Every line from the one holding "The image size" through the last line of the records must be retyped exactly, and no other line or picture may appear in the copy.

* _THE DATA_:
========================
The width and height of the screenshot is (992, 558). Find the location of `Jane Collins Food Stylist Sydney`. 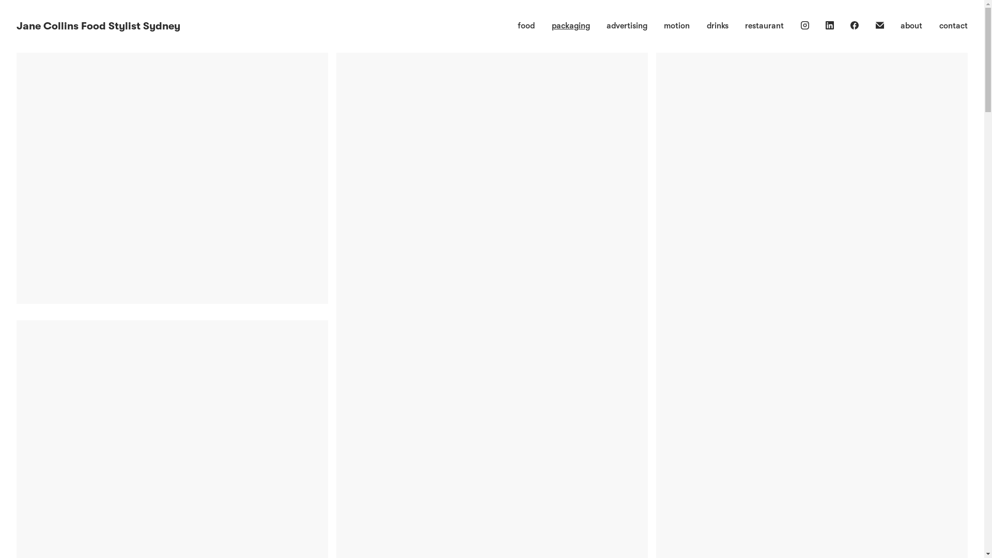

Jane Collins Food Stylist Sydney is located at coordinates (98, 26).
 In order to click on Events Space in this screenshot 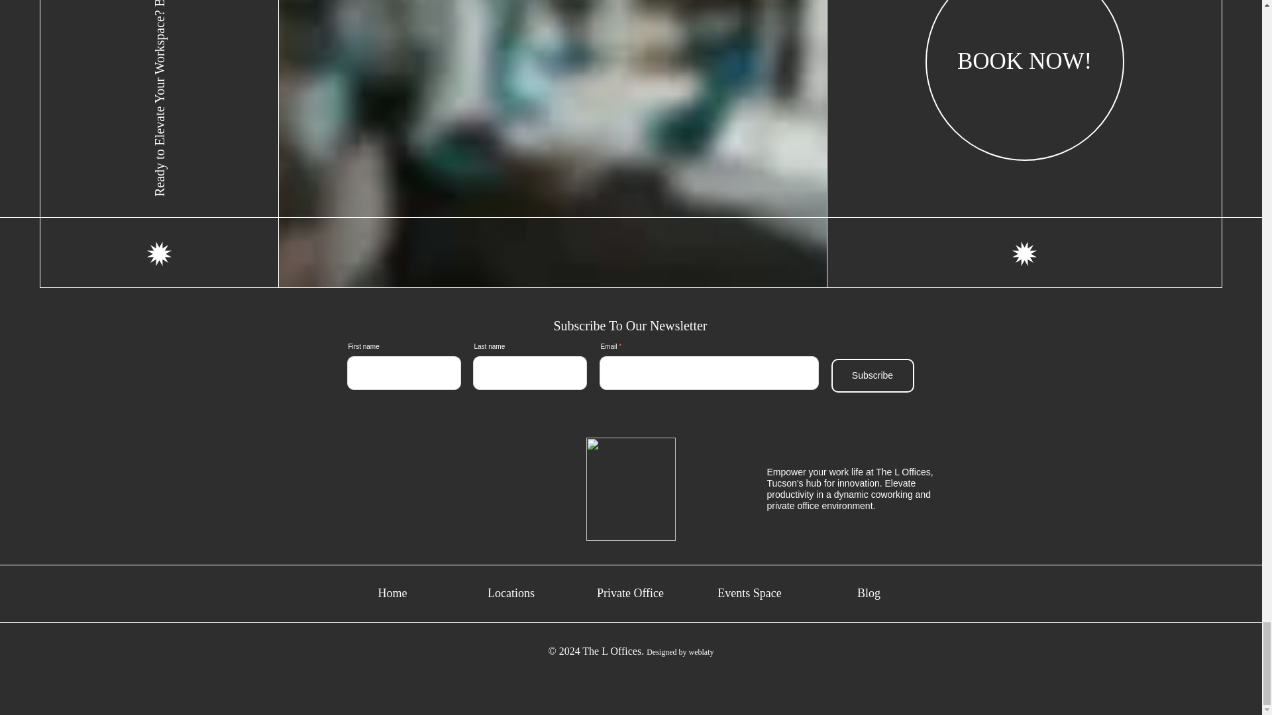, I will do `click(748, 593)`.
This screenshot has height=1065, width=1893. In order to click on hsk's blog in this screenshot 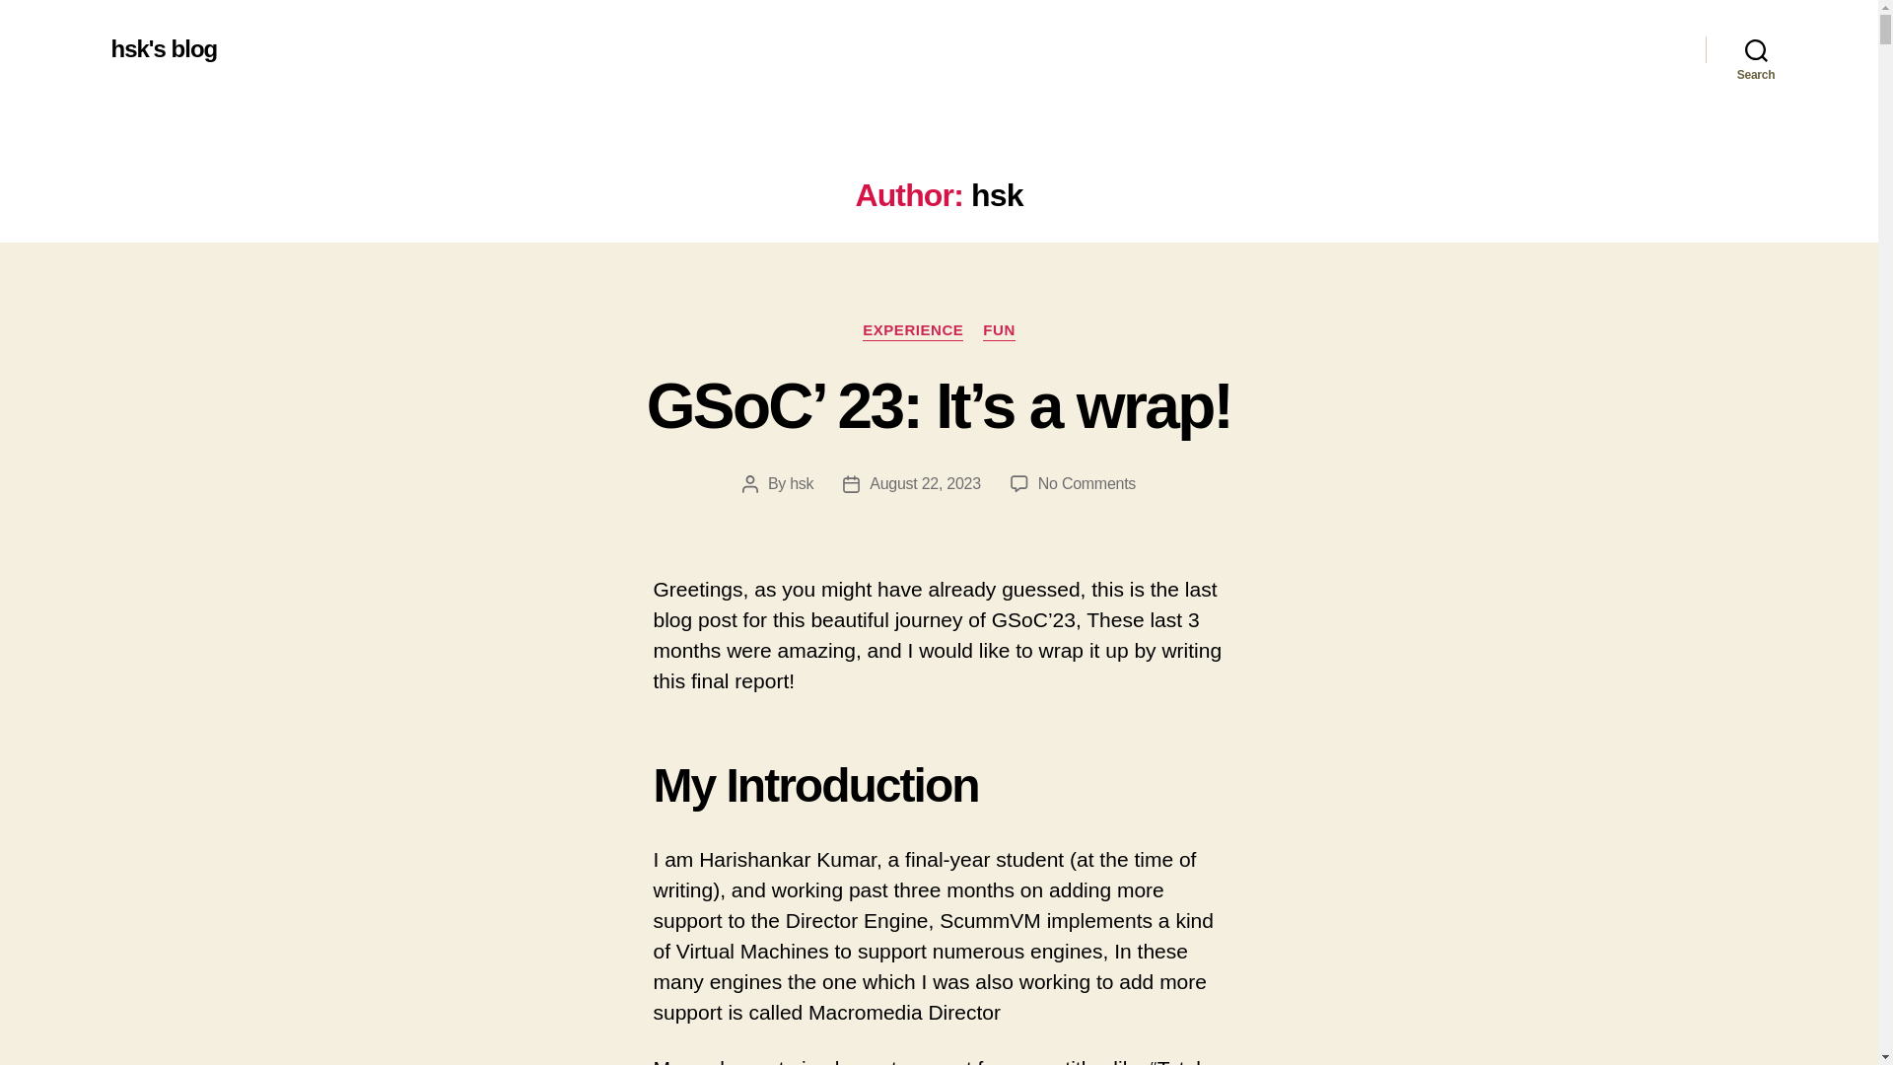, I will do `click(164, 48)`.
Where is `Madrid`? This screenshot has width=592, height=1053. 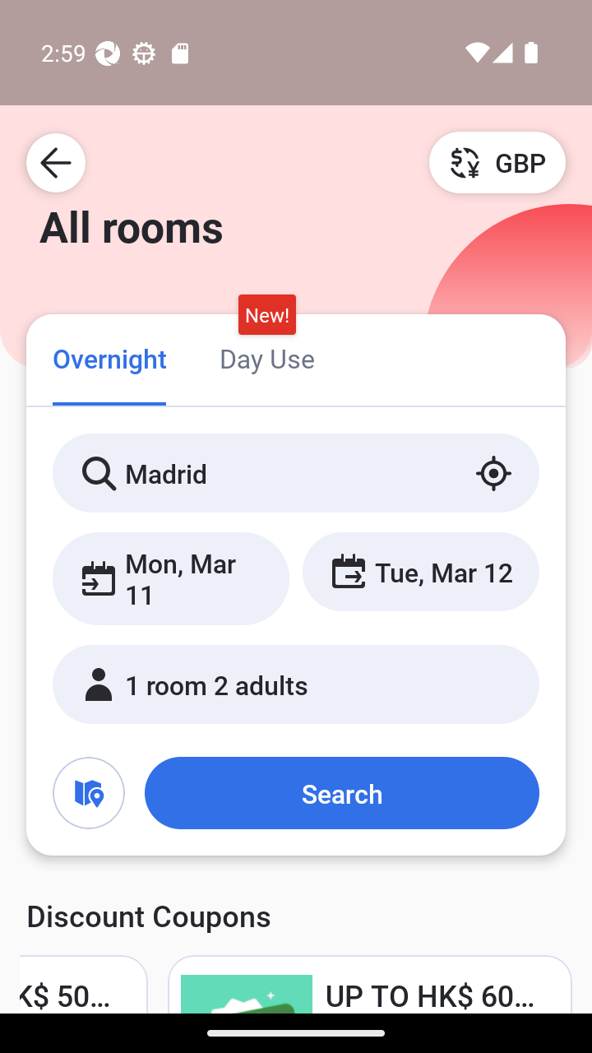 Madrid is located at coordinates (296, 473).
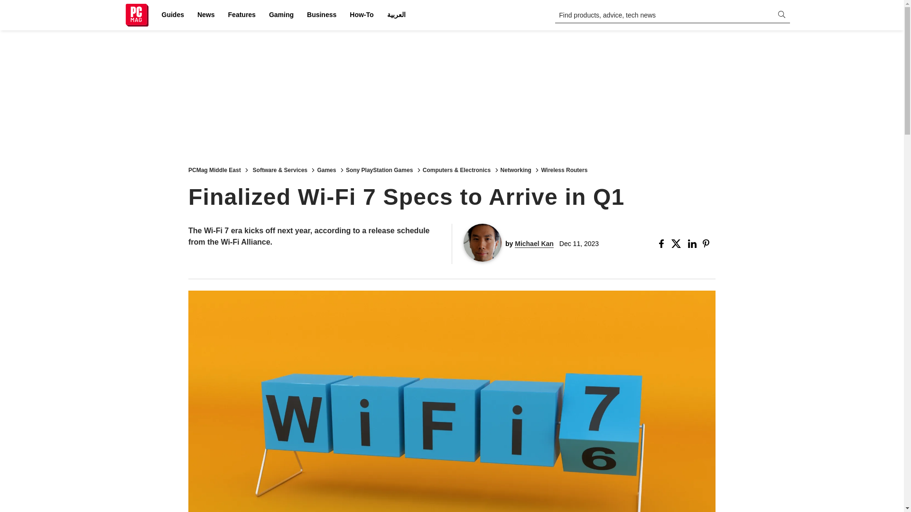  What do you see at coordinates (326, 169) in the screenshot?
I see `Games` at bounding box center [326, 169].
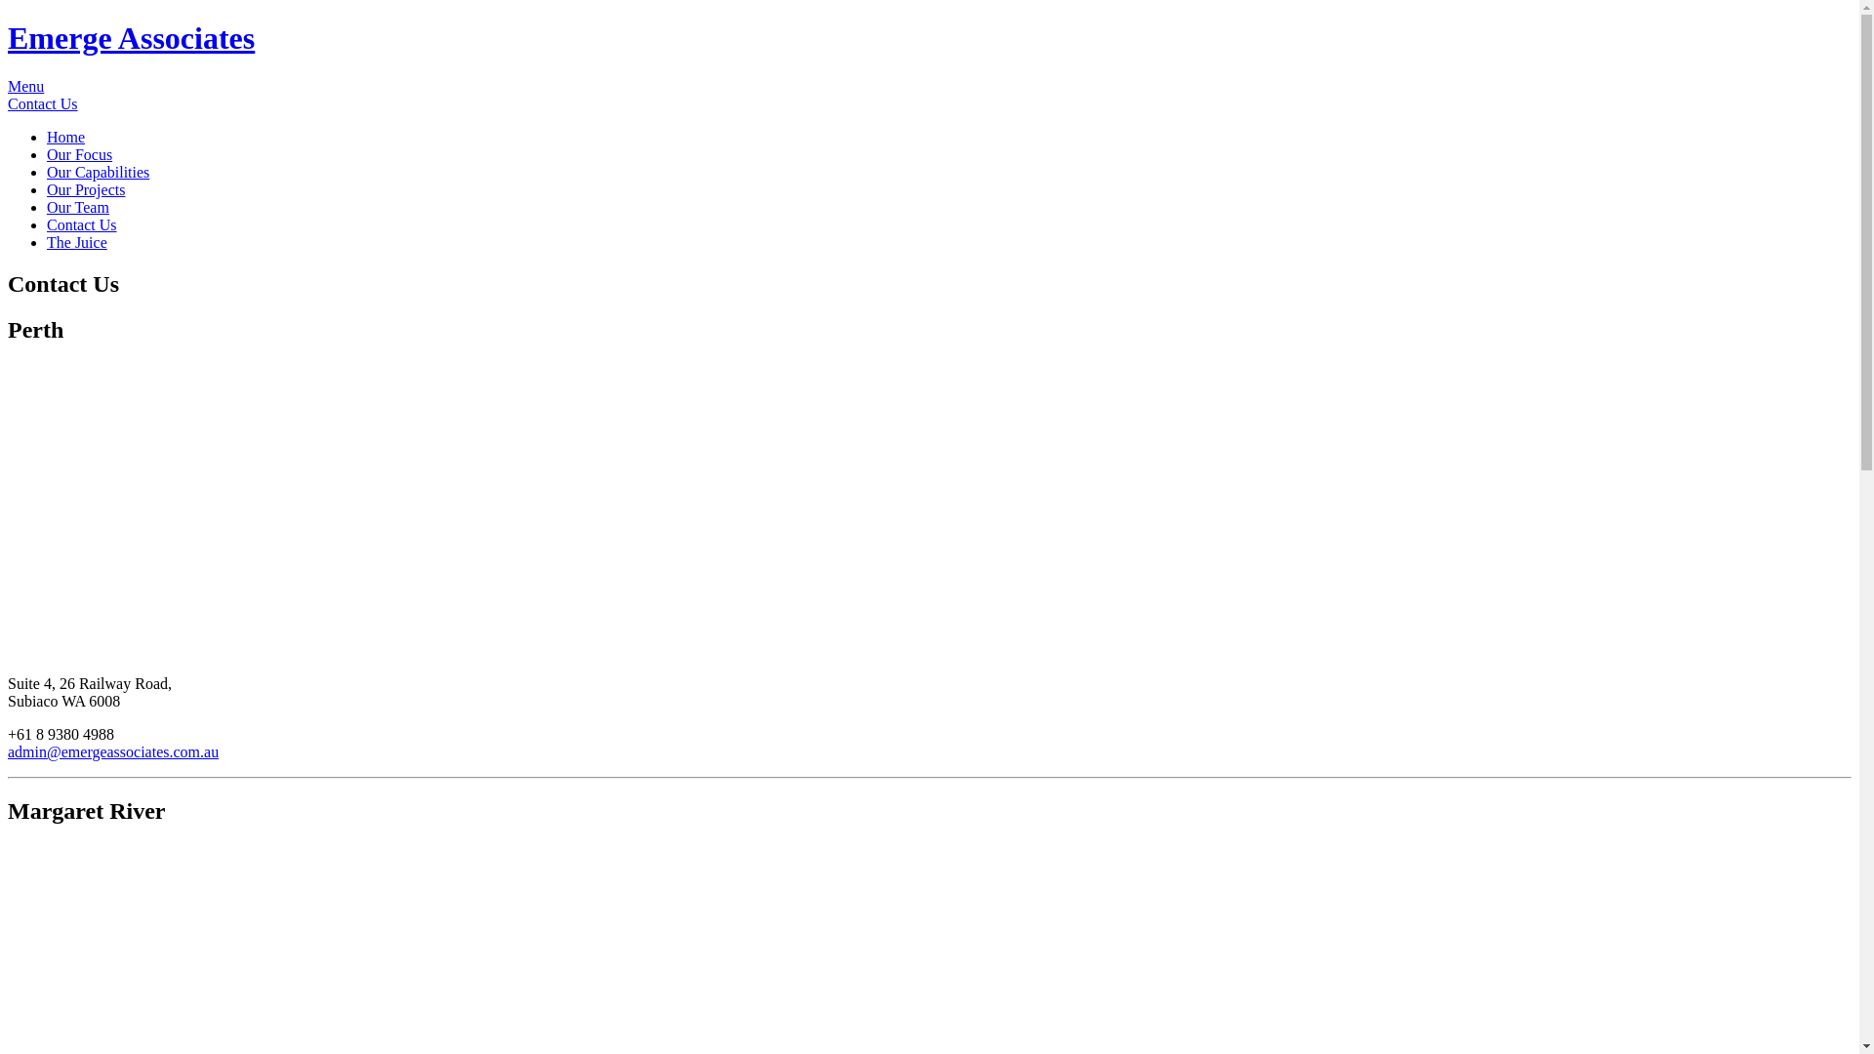 This screenshot has height=1054, width=1874. What do you see at coordinates (131, 38) in the screenshot?
I see `Emerge Associates` at bounding box center [131, 38].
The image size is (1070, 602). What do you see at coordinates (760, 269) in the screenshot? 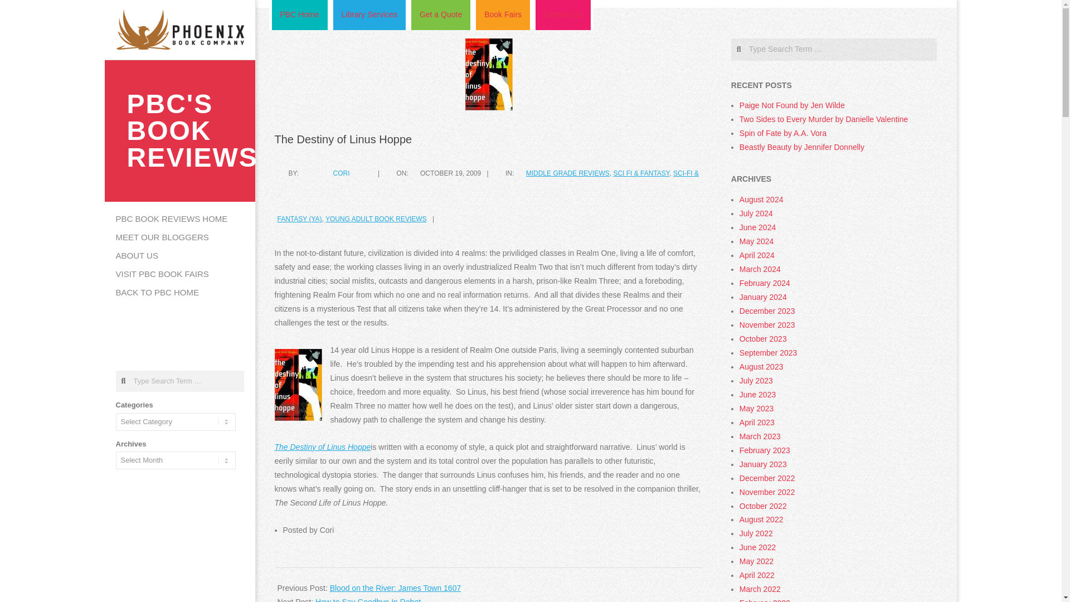
I see `March 2024` at bounding box center [760, 269].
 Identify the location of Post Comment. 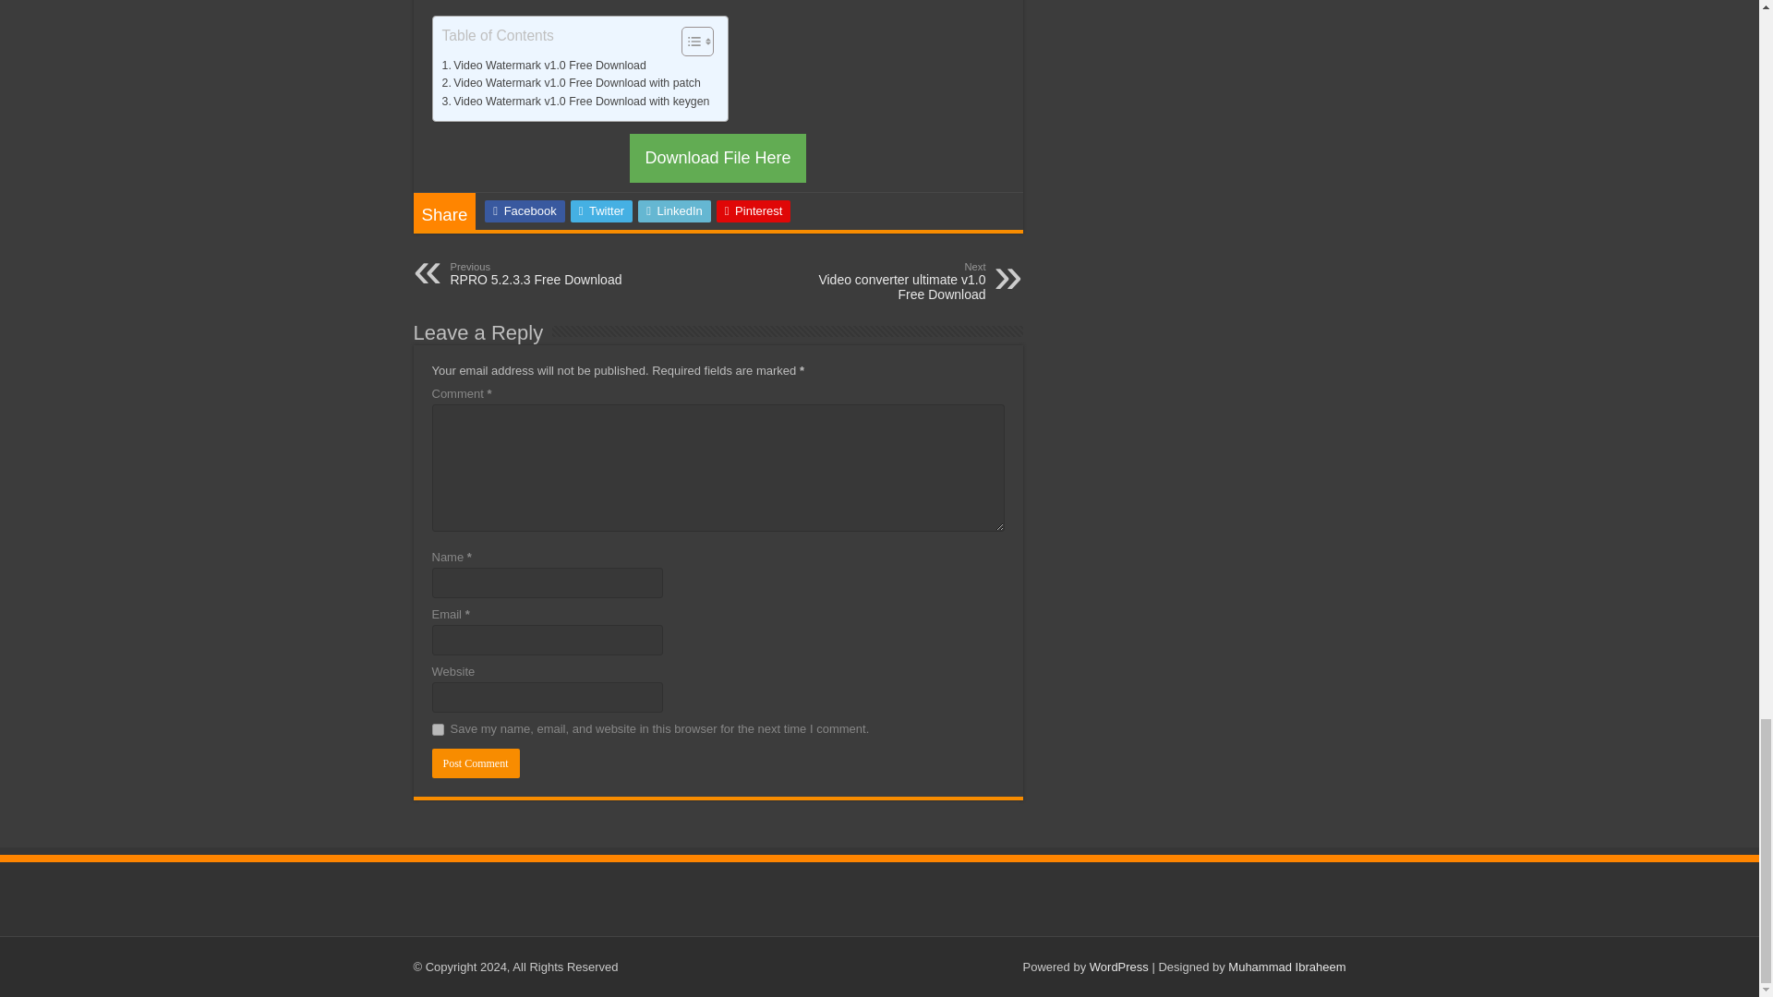
(475, 764).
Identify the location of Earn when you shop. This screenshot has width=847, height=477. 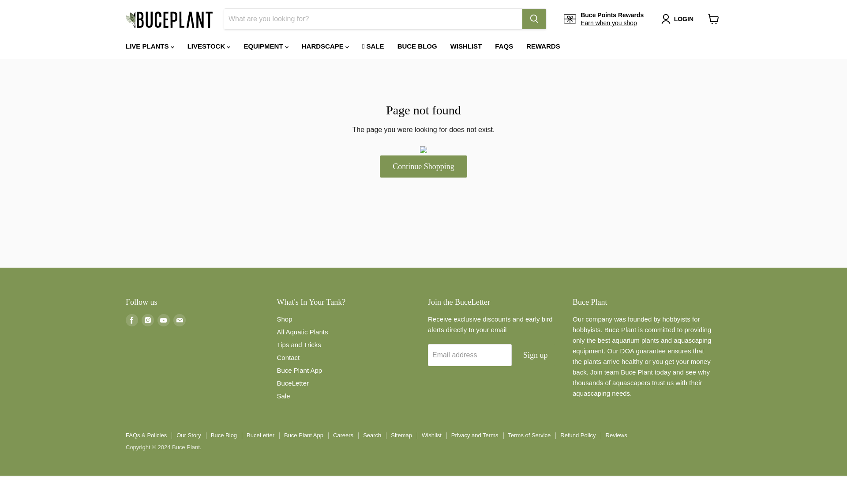
(609, 23).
========================
* _SOLVED PROBLEM_:
The image size is (1070, 602). What do you see at coordinates (760, 269) in the screenshot? 
I see `March 2024` at bounding box center [760, 269].
 Identify the location of Post Comment. 
(475, 764).
Identify the location of Earn when you shop. This screenshot has width=847, height=477. 
(609, 23).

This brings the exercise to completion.